* Your task
Copy out all lines of the records in which the word "Where" appears.

* Material provided
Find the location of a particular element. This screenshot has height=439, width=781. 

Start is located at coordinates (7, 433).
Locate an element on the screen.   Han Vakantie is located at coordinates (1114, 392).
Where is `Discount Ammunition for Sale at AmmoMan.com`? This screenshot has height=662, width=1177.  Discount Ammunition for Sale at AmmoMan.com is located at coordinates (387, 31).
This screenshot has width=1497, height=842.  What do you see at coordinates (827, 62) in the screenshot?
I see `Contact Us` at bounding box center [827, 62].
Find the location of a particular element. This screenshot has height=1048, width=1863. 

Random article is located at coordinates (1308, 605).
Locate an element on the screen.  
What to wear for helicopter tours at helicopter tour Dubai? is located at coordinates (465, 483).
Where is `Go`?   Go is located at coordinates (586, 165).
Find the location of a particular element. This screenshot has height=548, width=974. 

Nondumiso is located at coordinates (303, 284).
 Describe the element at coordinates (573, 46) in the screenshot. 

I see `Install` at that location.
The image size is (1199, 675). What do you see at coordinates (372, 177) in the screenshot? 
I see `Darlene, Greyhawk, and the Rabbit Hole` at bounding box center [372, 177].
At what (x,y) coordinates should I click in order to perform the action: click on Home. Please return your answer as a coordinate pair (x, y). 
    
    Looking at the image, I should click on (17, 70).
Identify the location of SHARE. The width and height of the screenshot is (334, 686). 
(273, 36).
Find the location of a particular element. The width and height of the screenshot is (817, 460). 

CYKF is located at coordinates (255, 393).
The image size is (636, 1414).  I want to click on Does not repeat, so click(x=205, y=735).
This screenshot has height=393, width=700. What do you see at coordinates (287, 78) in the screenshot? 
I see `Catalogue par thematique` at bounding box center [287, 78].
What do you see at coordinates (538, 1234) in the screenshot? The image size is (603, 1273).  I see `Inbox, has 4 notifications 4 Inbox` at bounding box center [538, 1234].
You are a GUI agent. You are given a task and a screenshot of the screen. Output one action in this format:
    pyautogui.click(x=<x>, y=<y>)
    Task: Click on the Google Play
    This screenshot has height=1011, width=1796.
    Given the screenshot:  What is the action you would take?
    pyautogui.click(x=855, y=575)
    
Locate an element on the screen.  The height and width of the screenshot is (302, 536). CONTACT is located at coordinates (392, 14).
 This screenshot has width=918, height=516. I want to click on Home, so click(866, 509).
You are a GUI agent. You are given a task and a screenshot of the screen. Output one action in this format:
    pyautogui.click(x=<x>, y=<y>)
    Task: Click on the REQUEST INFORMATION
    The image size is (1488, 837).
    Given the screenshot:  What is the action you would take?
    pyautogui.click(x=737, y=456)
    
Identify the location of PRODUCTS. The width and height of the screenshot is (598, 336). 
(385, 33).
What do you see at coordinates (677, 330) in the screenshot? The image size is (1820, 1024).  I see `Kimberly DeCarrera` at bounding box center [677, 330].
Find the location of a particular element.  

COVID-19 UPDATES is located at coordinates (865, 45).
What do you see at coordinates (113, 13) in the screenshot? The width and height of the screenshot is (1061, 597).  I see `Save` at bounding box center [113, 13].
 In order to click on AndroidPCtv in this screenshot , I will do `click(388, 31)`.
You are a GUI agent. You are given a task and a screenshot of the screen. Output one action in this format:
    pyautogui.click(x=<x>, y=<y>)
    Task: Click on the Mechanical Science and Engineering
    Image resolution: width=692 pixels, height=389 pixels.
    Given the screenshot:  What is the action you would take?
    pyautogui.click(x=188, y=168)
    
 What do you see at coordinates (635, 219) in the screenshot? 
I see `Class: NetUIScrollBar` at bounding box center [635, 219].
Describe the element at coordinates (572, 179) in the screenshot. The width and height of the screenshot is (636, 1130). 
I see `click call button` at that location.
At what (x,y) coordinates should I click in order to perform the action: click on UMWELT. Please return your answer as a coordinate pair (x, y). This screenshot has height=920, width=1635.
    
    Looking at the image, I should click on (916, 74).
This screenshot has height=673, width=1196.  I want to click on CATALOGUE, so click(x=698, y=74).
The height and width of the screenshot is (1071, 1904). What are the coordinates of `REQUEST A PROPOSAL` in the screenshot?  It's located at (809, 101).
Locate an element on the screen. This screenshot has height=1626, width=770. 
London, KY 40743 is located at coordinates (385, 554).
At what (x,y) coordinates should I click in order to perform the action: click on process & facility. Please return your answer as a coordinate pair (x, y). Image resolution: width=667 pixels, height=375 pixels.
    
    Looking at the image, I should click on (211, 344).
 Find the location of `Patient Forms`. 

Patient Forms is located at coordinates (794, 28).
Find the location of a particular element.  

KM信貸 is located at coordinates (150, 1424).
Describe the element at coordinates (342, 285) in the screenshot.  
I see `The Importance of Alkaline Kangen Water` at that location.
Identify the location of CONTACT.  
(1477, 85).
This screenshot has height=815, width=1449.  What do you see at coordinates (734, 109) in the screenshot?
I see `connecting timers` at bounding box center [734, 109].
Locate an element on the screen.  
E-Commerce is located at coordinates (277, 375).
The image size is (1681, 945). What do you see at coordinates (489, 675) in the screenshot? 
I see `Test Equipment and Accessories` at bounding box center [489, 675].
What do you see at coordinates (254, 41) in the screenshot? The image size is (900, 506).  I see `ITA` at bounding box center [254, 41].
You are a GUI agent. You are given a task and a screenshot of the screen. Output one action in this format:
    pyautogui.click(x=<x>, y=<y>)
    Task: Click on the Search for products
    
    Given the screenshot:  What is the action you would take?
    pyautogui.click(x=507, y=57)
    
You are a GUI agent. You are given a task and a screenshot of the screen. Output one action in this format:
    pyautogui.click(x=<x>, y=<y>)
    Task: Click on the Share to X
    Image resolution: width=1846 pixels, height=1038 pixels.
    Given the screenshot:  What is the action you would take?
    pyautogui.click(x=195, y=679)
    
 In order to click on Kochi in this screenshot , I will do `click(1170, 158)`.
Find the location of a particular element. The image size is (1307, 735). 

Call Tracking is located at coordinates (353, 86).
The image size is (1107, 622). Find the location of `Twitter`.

* Answer for the task
Where is `Discount Ammunition for Sale at AmmoMan.com`? This screenshot has height=662, width=1177.  Discount Ammunition for Sale at AmmoMan.com is located at coordinates (387, 31).
Where is `Go`?   Go is located at coordinates (586, 165).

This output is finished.